Job embeddedness is the collection of forces that influence employee retention. It can be distinguished from turnover in that its emphasis is on all of the factors that keep an employee on the job, rather than the psychological process one goes through when quitting. The scholars who introduced job embeddedness described the concept as consisting of three key components, each of which are important both on and off the job. Job embeddedness is therefore conceptualized as six dimensions: links, fit, and sacrifice between the employee and organization, and links, fit and sacrifice between the employee and the community.
Positive psychology is defined as a method of building on what is good and what is already working instead of attempting to stimulate improvement by focusing on the weak links in an individual, a group, or in this case, a company. Implementing positive psychology in the workplace means creating an environment that is more enjoyable, productive, and values individual employees. This also means creating a work schedule that does not lead to emotional and physical distress.
A job attitude is a set of evaluations of one's job that constitute one's feelings toward, beliefs about, and attachment to one's job. Overall job attitude can be conceptualized in two ways. Either as affective job satisfaction that constitutes a general or global subjective feeling about a job, or as a composite of objective cognitive assessments of specific job facets, such as pay, conditions, opportunities and other aspects of a particular job.
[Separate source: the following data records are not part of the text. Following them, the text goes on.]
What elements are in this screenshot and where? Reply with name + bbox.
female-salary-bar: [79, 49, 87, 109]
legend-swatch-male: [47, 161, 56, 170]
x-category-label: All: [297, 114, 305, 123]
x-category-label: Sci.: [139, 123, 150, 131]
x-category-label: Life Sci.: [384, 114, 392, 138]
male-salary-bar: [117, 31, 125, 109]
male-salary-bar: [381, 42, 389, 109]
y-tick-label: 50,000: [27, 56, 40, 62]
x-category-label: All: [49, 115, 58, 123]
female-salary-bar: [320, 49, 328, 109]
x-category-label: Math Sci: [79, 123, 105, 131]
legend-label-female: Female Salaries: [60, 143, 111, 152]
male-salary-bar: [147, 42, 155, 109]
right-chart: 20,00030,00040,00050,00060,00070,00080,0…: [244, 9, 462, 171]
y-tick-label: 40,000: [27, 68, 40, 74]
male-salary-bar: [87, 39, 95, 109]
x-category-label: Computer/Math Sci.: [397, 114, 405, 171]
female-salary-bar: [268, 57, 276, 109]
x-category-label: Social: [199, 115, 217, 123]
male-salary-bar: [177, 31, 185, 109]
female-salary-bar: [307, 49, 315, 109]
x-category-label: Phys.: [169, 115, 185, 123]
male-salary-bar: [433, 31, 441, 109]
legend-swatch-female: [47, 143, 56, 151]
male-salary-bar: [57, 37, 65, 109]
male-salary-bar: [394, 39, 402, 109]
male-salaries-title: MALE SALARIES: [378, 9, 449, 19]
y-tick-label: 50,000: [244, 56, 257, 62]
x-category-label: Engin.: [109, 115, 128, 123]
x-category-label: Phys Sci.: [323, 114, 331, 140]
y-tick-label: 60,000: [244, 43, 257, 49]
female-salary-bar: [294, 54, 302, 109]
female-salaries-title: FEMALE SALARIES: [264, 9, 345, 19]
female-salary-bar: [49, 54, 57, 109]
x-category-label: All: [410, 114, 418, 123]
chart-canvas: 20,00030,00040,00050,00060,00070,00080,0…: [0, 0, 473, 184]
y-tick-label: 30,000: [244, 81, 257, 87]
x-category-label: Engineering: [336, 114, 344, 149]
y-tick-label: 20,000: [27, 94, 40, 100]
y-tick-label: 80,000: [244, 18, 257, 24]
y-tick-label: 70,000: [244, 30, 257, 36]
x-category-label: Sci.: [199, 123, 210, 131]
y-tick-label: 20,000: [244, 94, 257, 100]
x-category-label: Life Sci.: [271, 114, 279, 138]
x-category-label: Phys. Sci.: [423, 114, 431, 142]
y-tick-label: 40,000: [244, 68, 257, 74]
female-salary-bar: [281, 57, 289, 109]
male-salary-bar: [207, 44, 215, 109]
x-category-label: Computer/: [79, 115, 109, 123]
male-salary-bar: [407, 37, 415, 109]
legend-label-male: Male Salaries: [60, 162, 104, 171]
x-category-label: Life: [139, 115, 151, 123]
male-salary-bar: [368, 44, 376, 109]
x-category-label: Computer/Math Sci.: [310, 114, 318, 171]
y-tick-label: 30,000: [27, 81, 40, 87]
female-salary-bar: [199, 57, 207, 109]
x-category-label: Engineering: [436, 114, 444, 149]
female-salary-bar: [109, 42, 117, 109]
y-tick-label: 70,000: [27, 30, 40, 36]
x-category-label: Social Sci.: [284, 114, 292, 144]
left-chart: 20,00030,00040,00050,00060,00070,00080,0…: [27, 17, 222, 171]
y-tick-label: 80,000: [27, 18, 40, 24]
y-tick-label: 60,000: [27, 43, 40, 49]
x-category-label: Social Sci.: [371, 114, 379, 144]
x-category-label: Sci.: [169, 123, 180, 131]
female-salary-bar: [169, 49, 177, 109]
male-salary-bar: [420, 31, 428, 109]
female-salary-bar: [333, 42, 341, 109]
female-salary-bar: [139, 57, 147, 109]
Employees evaluate their advancement opportunities by observing their job, their occupation, and their employer.
Person–environment fit is the degree to which individual and environmental characteristics match. Person characteristics may include an individual's biological or psychological needs, values, goals, abilities, or personality, while environmental characteristics could include intrinsic and extrinsic rewards, demands of a job or role, cultural values, or characteristics of other individuals and collectives in the person's social environment. Due to its important implications in the workplace, person–environment fit has maintained a prominent position in Industrial and organizational psychology and related fields.
Job characteristics theory is a theory of work design. It provides “a set of implementing principles for enriching jobs in organizational settings”. The original version of job characteristics theory proposed a model of five “core” job characteristics that affect five work-related outcomes through three psychological states.
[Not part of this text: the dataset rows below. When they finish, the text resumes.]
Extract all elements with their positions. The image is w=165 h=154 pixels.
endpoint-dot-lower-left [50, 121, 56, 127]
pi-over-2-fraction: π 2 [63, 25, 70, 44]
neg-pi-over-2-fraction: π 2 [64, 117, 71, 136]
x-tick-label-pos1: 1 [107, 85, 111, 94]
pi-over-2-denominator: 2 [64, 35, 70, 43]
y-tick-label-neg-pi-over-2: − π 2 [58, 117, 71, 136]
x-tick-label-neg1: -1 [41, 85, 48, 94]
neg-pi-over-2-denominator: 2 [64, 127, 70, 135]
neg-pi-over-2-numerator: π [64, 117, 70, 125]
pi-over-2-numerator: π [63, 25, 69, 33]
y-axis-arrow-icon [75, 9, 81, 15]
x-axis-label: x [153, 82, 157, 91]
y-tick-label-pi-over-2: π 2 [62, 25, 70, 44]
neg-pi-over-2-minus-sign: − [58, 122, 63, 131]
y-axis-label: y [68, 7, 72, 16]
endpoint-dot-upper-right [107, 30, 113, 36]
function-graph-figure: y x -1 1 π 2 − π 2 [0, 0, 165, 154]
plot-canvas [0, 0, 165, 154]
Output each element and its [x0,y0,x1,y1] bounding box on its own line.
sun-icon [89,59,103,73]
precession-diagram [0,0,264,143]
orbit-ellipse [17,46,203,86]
Machiavellianism in the workplace is a concept studied by many organizational psychologists. Conceptualized originally by Richard Christie and Florence Geis, Machiavellianism in psychology refers to a personality trait construct where individuals behave in a cold and duplicitous manner. It has been adapted and applied to the context of the workplace and organizations by psychology academics.
In organisational psychology, the honeymoon-hangover effect describes the relationship between voluntary employee job change and job satisfaction. The first stage of the honeymoon hangover effect is referred to as “deterioration”, in which employees experience job dissatisfaction and leave their old job. Immediately after changing jobs, there is a sudden increase in job satisfaction at the new job. This increase in job satisfaction is followed by a slower decline in job satisfaction back to a baseline level.